If you’re building a full St. Patrick’s Day menu from this roundup, a smart lineup might look like this: Bacon-Wrapped Asparagus to start, Corned Beef and Cabbage or Irish Stew as the main, Colcannon or Cheesy French Onion Potatoes on the side, and Beer Bread for mopping up every last glorious spoonful. That’s not just a menu. That’s a strategy.

The Experience of Cooking and Eating Through BHG’s St. Patrick’s Day Menu

Cooking your way through these recipes feels less like checking off a holiday to-do list and more like building a mood. It usually starts with something small: chopping onions while the kitchen is still quiet, preheating the oven, maybe opening the bread ingredients and telling yourself you’re absolutely, definitely not going to snack the whole way through. Then the aromas start doing what aromas do best. Bacon hits the pan. A stew begins to simmer. Potatoes go from basic pantry item to the emotional support vegetable of the entire evening.

There’s also something especially satisfying about how tactile this kind of cooking is. You mash colcannon until it’s creamy but still has character. You slice into soda-style bread or beer bread and hear that little crackle from the crust. You lift the lid on braised short ribs or old-fashioned beef stew and get a cloud of savory steam right to the face like the dinner version of a standing ovation. Even the casseroles have theater. Cheeseburger Shepherd’s Pie and Cheesy French Onion Potatoes come to the table bubbling, golden, and looking like they know they are about to be photographed.

And then there’s the people part, which may be the best part. These recipes are not precious. They are generous. They invite second helpings, accidental over-serving, and the kind of casual table chatter that starts with “just a small spoonful” and ends with someone scraping the last of the potatoes from the corner of the dish.

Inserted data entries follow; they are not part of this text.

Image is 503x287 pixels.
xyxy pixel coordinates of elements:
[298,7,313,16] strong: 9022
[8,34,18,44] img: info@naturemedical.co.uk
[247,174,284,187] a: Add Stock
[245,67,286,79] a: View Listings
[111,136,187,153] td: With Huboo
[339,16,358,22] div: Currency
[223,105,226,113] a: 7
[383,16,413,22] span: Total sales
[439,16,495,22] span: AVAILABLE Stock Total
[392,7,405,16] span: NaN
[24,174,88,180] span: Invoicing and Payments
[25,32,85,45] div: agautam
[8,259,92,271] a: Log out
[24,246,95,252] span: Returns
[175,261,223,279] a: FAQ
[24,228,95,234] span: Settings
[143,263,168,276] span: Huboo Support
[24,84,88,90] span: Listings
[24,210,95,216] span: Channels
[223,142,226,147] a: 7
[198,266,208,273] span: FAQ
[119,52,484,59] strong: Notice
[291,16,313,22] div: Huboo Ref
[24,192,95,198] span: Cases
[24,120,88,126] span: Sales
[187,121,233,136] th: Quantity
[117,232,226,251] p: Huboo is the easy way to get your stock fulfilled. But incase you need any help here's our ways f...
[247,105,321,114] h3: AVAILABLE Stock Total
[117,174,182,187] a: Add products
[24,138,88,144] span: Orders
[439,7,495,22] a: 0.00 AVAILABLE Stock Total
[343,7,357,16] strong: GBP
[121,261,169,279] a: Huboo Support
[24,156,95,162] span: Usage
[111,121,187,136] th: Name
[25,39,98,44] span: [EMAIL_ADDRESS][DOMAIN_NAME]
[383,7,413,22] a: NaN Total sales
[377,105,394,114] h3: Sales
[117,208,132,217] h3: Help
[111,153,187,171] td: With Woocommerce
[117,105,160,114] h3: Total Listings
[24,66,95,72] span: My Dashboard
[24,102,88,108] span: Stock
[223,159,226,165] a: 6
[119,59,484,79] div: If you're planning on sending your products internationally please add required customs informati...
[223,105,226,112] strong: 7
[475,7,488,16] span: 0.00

Kids tend to go for Hamburger Pie or the cheesier potato bakes. Adults hover around the corned beef and stew. Everyone acts like they only want one slice of bread and then mysteriously returns for another, usually while pretending they are just “tidying up.”

The holiday itself also feels more grounded with food like this. Instead of relying on novelty, these dishes create a celebration that feels lived in. The green comes from asparagus and cabbage, not only from food dye. The richness comes from butter, broth, cheese, and patient cooking, not from overcomplication. It turns the meal into something bigger than a theme. It becomes the kind of dinner people remember in fragments: the smell of the soup, the tenderness of the beef, the buttery potatoes, the bread still warm enough to fog the butter.

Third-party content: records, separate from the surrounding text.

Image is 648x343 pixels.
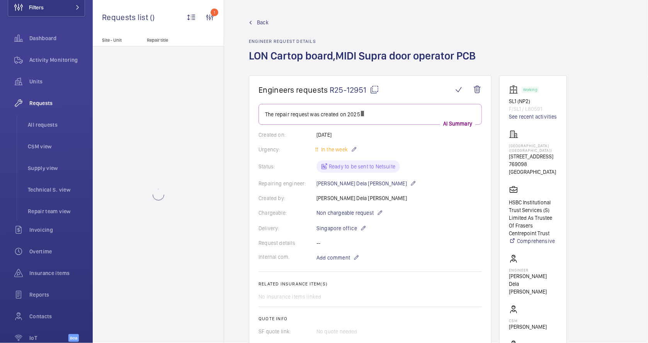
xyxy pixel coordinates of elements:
[509,113,557,121] a: See recent activities
[317,209,374,217] span: Non chargeable request
[29,226,85,234] span: Invoicing
[68,334,79,342] span: Beta
[509,268,557,272] p: Engineer
[509,318,547,323] p: CSM
[28,186,85,194] span: Technical S. view
[509,153,557,160] p: [STREET_ADDRESS]
[509,237,557,245] a: Comprehensive
[317,179,416,188] p: [PERSON_NAME] Dela [PERSON_NAME]
[102,12,150,22] span: Requests list
[320,146,348,153] span: In the week
[29,313,85,320] span: Contacts
[509,105,557,113] p: F/SL1 / L80591
[29,248,85,255] span: Overtime
[249,39,480,44] h2: Engineer request details
[29,78,85,85] span: Units
[509,143,557,153] p: [GEOGRAPHIC_DATA] ([GEOGRAPHIC_DATA])
[249,49,480,75] h1: LON Cartop board,MIDI Supra door operator PCB
[523,89,537,91] p: Working
[28,208,85,215] span: Repair team view
[265,111,475,118] p: The repair request was created on 2025
[28,164,85,172] span: Supply view
[29,334,68,342] span: IoT
[317,224,366,233] p: Singapore office
[28,121,85,129] span: All requests
[509,323,547,331] p: [PERSON_NAME]
[259,281,482,287] h2: Related insurance item(s)
[29,99,85,107] span: Requests
[509,97,557,105] p: SL1 (NP2)
[259,85,328,95] span: Engineers requests
[509,85,521,94] img: elevator.svg
[330,85,379,95] span: R25-12951
[93,37,144,43] p: Site - Unit
[509,160,557,176] p: 769098 [GEOGRAPHIC_DATA]
[440,120,475,128] p: AI Summary
[317,254,350,262] span: Add comment
[28,143,85,150] span: CSM view
[509,199,557,237] p: HSBC Institutional Trust Services (S) Limited As Trustee Of Frasers Centrepoint Trust
[29,269,85,277] span: Insurance items
[29,3,44,11] span: Filters
[29,56,85,64] span: Activity Monitoring
[259,316,482,322] h2: Quote info
[147,37,198,43] p: Repair title
[29,34,85,42] span: Dashboard
[257,19,269,26] span: Back
[509,272,557,296] p: [PERSON_NAME] Dela [PERSON_NAME]
[29,291,85,299] span: Reports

Maybe that’s the real charm of BHG’s 13 Best St. Patrick’s Day Recipes. They make the holiday feel cozy instead of performative. They give you food that can be festive without becoming silly, comforting without becoming boring, and familiar without feeling lazy. By the end of the meal, the table is a little messy, the serving spoons are all in the wrong bowls, and someone is already asking whether you’re sending leftovers home. That is usually how you know dinner worked.

Final Thoughts

BHG’s 13 Best St. Patrick’s Day Recipes succeed because they understand the assignment: make food people genuinely want to eat. This roundup offers a satisfying mix of classics, Irish-inspired comfort dishes, and practical family favorites that fit the spirit of March 17 without forcing every plate into the same mold. Whether you go traditional with corned beef and cabbage, hearty with Irish stew, or cheerfully modern with cheeseburger shepherd’s pie, the result is the same: a table full of warm, crowd-pleasing food that feels festive in the most important way possible. Delicious first. Lucky second.

The post BHG’s 13 Best St. Patrick’s Day Recipes appeared first on Best Gear Reviews.